Behind him on the screen is his mother’s tidy apartment, which is where he stays. He says “Finally, Defne”—in Turkish I’m Defne—and I laboriously flip a giant rusty lever in my brain to speak Turkish again and I say “Look Honey it’s your baba look look” and she looks at me with some suspicion to hear the strange words and she looks at him and there is a pause and I am holding my breath and thinking please don’t cry please don’t squirm please don’t hide but she smiles and stretches out her arms to him and he says “My cub, my darling, do you miss your daddy,” and they coo back and forth at each other which puts off the moment when I have to apologize for running away and Honey touches the screen and says “Hi! Hi! Hi!” and I say “Say merhaba to your baba” and then my mother-in-law Ayşe is in the frame boxing Engin out entirely and there is a torrent of affectionate pitter-patter for Honey and it fills Sal’s coffee shop and I look around at the proprietress and the teens and the old woman but nobody seems to care very much. Ayşe brushes away a tear and blows a kiss to me and says “Come to us my love, we miss you,” and then she recedes and Engin lights a cigarette—it seems we’re both smoking—and addresses himself to me and Honey stares rapt at the screen. “Don’t smoke in front of the baby, yaa,” I tell him, I mean come on, and he stubs it out with a rueful look and I feel guilty and smile and say “How was Belgrade,” a sally whose fundamental insincerity he perceives and brushes off accordingly.
“Why are you in the steppe? Don’t you have work?”
Although I have had plenty of time to ponder this I don’t have an answer for myself let alone a soothing lie for Engin, which would be a reason of some kind, any kind, and not just a sudden urge for flight.
“Things were, ahh, not busy at work,” I say, in Turkish, always in Turkish, I loved Turkish before I loved Engin. “And I thought I haven’t been up to the house for a while and I should go look at it.” My grammar is distressingly lumpy. “Okay,” says Engin in English, but I can tell he thinks it’s weird, it is on its face weird, because had I been planning some recon mission I would have let him know in advance.
“Are you okay?” he asks. I begin to cry so suddenly and so copiously it’s not a taktik or a refleks but more that my tears are a well-trained army and always mustered ready to unleash hell.
“My love, my soul, don’t cry.” Turkish has lots of endearments freely deployed. “Come on, why are you crying?”
I don’t want to make him feel bad by saying I am crying because I am here and I am here because you went to complete a certificate course on postproduction in Istanbul and when you came back halfway through to see us surrendered your goddamn green card to DHS under pressure and under false pretenses that contravene established immigration practice and U.S. law and are undoubtedly rooted in xenophobia not to say Islamophobia, and because you were then sent back to Istanbul on the next flight at our expense rather than spending three desperately needed weeks with your wife and child, and because your second application submitted through the even more arcane National Visa Center for overseas consular processing is stuck in limbo due to what I learned after twenty-six nonconsecutive hours of waiting on the phone and the eventual expenditure of a thousand more dollars may in fact be a “click-of-the-mouse error”—theirs—and which we have already paid an attorney to ameliorate and resubmit through the correct channels and will presumably have to pay more to stay on top of until it is seen through and I am alone with our child whose first steps and first words you are missing and I sometimes fantasize about meeting you at the airport with her and kissing you passionately and then throttling you until you die, so I just say “I’m feeling sad,” which is also true.
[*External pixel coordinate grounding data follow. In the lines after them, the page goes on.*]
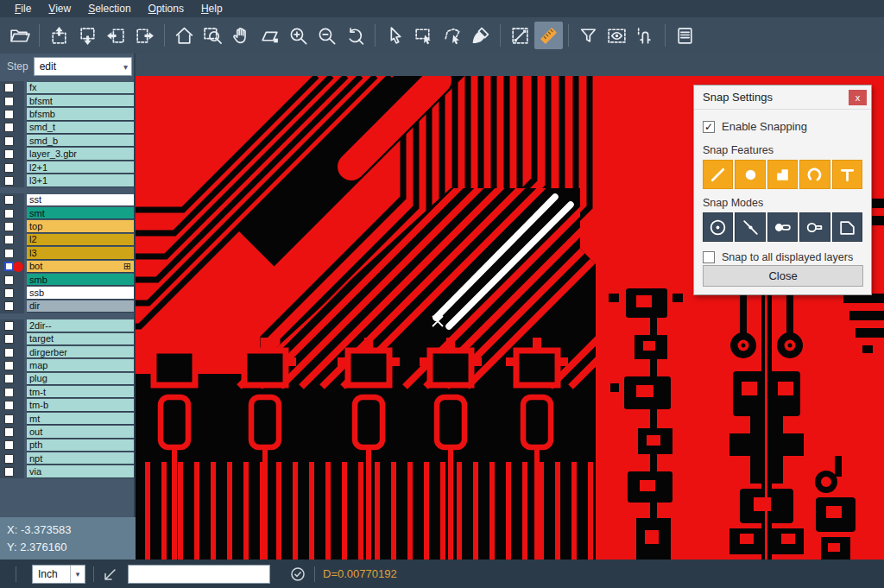 Image resolution: width=884 pixels, height=588 pixels. Describe the element at coordinates (480, 35) in the screenshot. I see `brush-select-button` at that location.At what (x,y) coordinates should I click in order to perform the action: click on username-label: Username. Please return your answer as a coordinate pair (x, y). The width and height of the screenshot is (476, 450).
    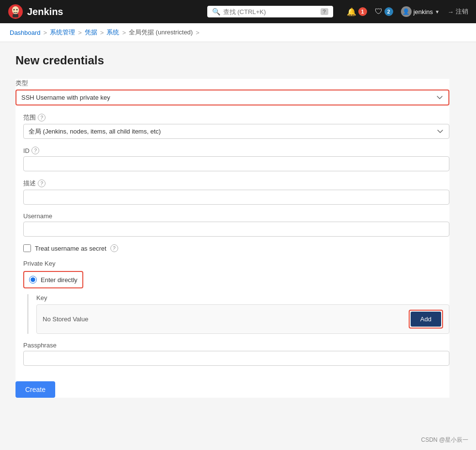
    Looking at the image, I should click on (236, 216).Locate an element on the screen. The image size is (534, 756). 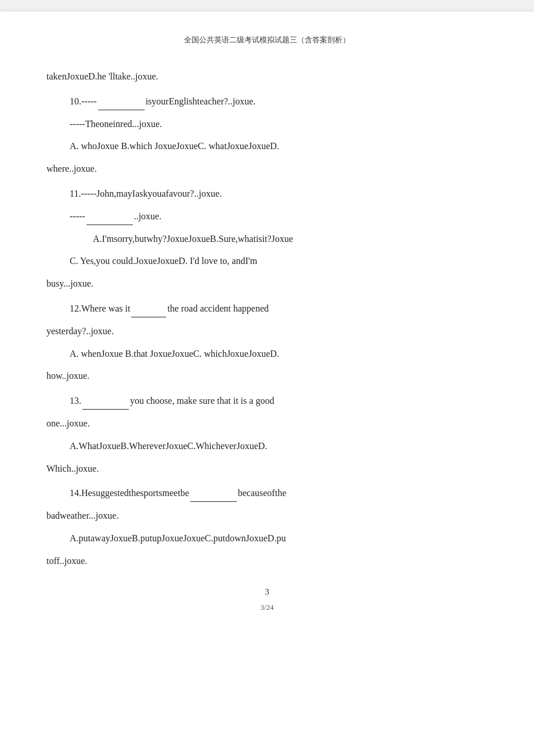
q11-ans-text: ----- is located at coordinates (78, 216).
Honey twists around, bored, with her last bit of banana in one hand, and gives my descending bun a yank. Engin smiles at her while somehow simultaneously frowning at me. She finishes the banana and starts putting her fingers on the screen of the Institute’s computer and I am still crying. The teens in the corner are openly staring. “How was Belgrade?” I manage to get out again. “Nice, actually,” he says, joining the folie à deux of normalcy. “Really nice. We should live there.” We are always opining about places we should live, which are always somewhere else than the place where either of us is living. “Tolga’s thing is shit, though—really disorganized” but now I am crying again and unable to take in Tolga and his endless dubious multipronged film and web marketing schemes. Engin in his heart of hearts wants to be a video artist—make outlandish Björk videos and such—but to make money he signs on to shoot Tolga’s promotional videos for private schools and Eastern European banking concerns instead.